The president will visit Emanuel African Methodist Episcopal Church, the site of one of the most horrific hate crimes of recent years, to decry racism and extremism.
President Biden plans to reach out to disaffected Black supporters on Monday by taking his campaign to the site of one of the most horrific hate crimes of recent years and decrying the racism and extremism that have shaped U.S. politics.
Mr. Biden will fly from Wilmington, Del., where he spent the weekend at his family home, to Charleston, S.C., to address parishioners and other guests at Emanuel African Methodist Episcopal Church, where a white supremacist gunman killed the pastor and eight others in 2015.
The visit will be the second part of the president’s two-stage opening campaign swing of the election year after a speech near Valley Forge, Pa., on Friday. There he condemned his likely Republican opponent, former President Donald J. Trump, on the eve of the third anniversary of the Jan. 6, 2021, attack on the Capitol. By appearing at Mother Emanuel, as the church is known, the president hopes to remind a key voting bloc of the significance of the November election.
In a statement on Sunday, the Biden campaign called the church “a venue that embodies the stakes for the nation at this moment.” After the massacre in 2015, Mr. Biden, then the vice president, joined President Barack Obama in Charleston at the funeral of the pastor, the Rev. Clementa Pinckney, a state senator, where Mr. Obama delivered a eulogy and sang “Amazing Grace.” Mr. Biden, then mourning his son Beau, who had died of cancer weeks earlier, returned a couple days later to pray with the congregation at the church.
Mr. Biden has often attributed his decision to run for president in 2020 to Mr. Trump’s racial provocations, particularly when Mr. Trump said there were “very fine people on both sides” of a white supremacist rally in Charlottesville, Va., in 2017. But Mr. Biden has lost support among Black supporters who could be critical to his hopes for beating Mr. Trump in a rematch this year.
Twenty-two percent of Black voters in six battleground states told pollsters from The New York Times and Siena College last fall that they would vote for Mr. Trump, while the president was drawing 71 percent. Such support indicates a surge for Mr. Trump, who won 6 percent of Black voters nationally in 2016 and 8 percent in 2020.
Black Democrats in South Carolina helped save Mr. Biden’s flagging campaign for the party’s nomination in 2020 after weak showings in Iowa and New Hampshire. The president has since orchestrated South Carolina’s ascendance as the first primary state for 2024. To shore up support, Democrats have flooded the state in recent weeks with money, staff and surrogates before the Feb. 3 primary.
After his appearance in Charleston on Monday, Mr. Biden is scheduled to fly to Dallas for a wake for former Representative Eddie Bernice Johnson, a pioneering Black member of Congress for three decades who died at 89 last week.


- **THE PROBLEM**: What is the number of lines in the listing below that contain the word "folgen"? Give only that number.

START EXCERPTED DATA

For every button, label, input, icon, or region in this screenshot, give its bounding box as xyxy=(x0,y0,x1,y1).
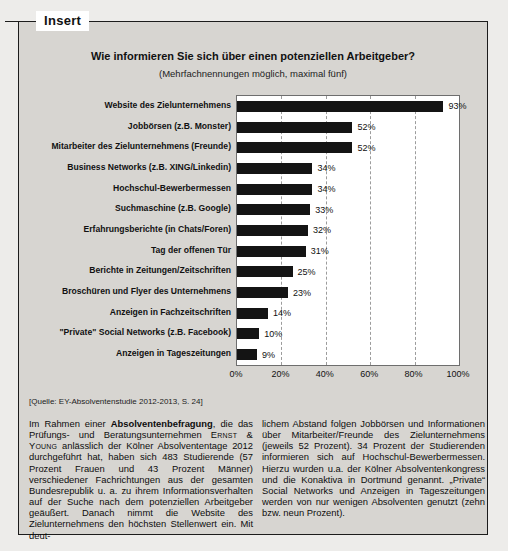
bar xyxy=(237,349,257,360)
bar-category-label: Suchmaschine (z.B. Google) xyxy=(23,198,231,219)
bar xyxy=(237,163,312,174)
bar xyxy=(237,328,259,339)
bar-category-label: Business Networks (z.B. XING/Linkedin) xyxy=(23,157,231,178)
chart-title: Wie informieren Sie sich über einen pote… xyxy=(19,50,487,62)
bar-category-label: Hochschul-Bewerbermessen xyxy=(23,178,231,199)
bar-value-label: 23% xyxy=(293,282,311,303)
bar-value-label: 31% xyxy=(311,241,329,262)
bar-value-label: 9% xyxy=(262,344,275,365)
gridline-80 xyxy=(415,96,416,365)
bar xyxy=(237,101,443,112)
category-labels-column: Website des ZielunternehmensJobbörsen (z… xyxy=(23,95,231,364)
x-axis-tick-labels: 0%20%40%60%80%100% xyxy=(236,369,458,383)
bar-value-label: 14% xyxy=(273,303,291,324)
bar-category-label: "Private" Social Networks (z.B. Facebook… xyxy=(23,323,231,344)
bar-category-label: Website des Zielunternehmens xyxy=(23,95,231,116)
article-text-segment: Absolventenbefragung xyxy=(111,418,213,429)
bar-category-label: Anzeigen in Tageszeitungen xyxy=(23,343,231,364)
insert-rule-left-segment xyxy=(5,21,19,22)
x-tick-label: 40% xyxy=(316,369,334,379)
bar xyxy=(237,246,306,257)
bar-category-label: Berichte in Zeitungen/Zeitschriften xyxy=(23,261,231,282)
bar-chart-plot-area: 93%52%52%34%34%33%32%31%25%23%14%10%9% xyxy=(236,95,460,366)
bar-value-label: 52% xyxy=(357,117,375,138)
bar-value-label: 32% xyxy=(313,220,331,241)
x-tick-label: 0% xyxy=(229,369,242,379)
insert-panel: Wie informieren Sie sich über einen pote… xyxy=(18,21,488,535)
article-text-segment: anlässlich der Kölner Absolvententage 20… xyxy=(29,440,253,540)
article-right-column: lichem Abstand folgen Jobbörsen und Info… xyxy=(262,418,485,518)
bar xyxy=(237,308,268,319)
bar-value-label: 93% xyxy=(448,96,466,117)
bar-category-label: Jobbörsen (z.B. Monster) xyxy=(23,116,231,137)
bar-category-label: Tag der offenen Tür xyxy=(23,240,231,261)
bar xyxy=(237,225,308,236)
article-text-segment: lichem Abstand folgen Jobbörsen und Info… xyxy=(262,418,485,518)
chart-subtitle: (Mehrfachnennungen möglich, maximal fünf… xyxy=(19,68,487,79)
article-text-segment: Im Rahmen einer xyxy=(29,418,111,429)
insert-heading: Insert xyxy=(36,11,89,31)
x-tick-label: 20% xyxy=(271,369,289,379)
x-tick-label: 100% xyxy=(446,369,469,379)
bar xyxy=(237,287,288,298)
bar-category-label: Anzeigen in Fachzeitschriften xyxy=(23,302,231,323)
bar-category-label: Broschüren und Flyer des Unternehmens xyxy=(23,281,231,302)
bar xyxy=(237,184,312,195)
bar-value-label: 52% xyxy=(357,137,375,158)
x-tick-label: 80% xyxy=(405,369,423,379)
bar-value-label: 33% xyxy=(315,199,333,220)
bar-category-label: Erfahrungsberichte (in Chats/Foren) xyxy=(23,219,231,240)
bar-value-label: 34% xyxy=(317,179,335,200)
bar-value-label: 10% xyxy=(264,324,282,345)
source-citation: [Quelle: EY-Absolventenstudie 2012-2013,… xyxy=(29,397,203,406)
article-left-column: Im Rahmen einer Absolventenbefragung, di… xyxy=(29,418,253,541)
bar xyxy=(237,266,293,277)
bar xyxy=(237,204,310,215)
bar-value-label: 25% xyxy=(298,262,316,283)
bar-category-label: Mitarbeiter des Zielunternehmens (Freund… xyxy=(23,136,231,157)
bar xyxy=(237,122,352,133)
bar-value-label: 34% xyxy=(317,158,335,179)
bar xyxy=(237,142,352,153)
x-tick-label: 60% xyxy=(360,369,378,379)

END EXCERPTED DATA

- **EXERCISE RESULT**: 2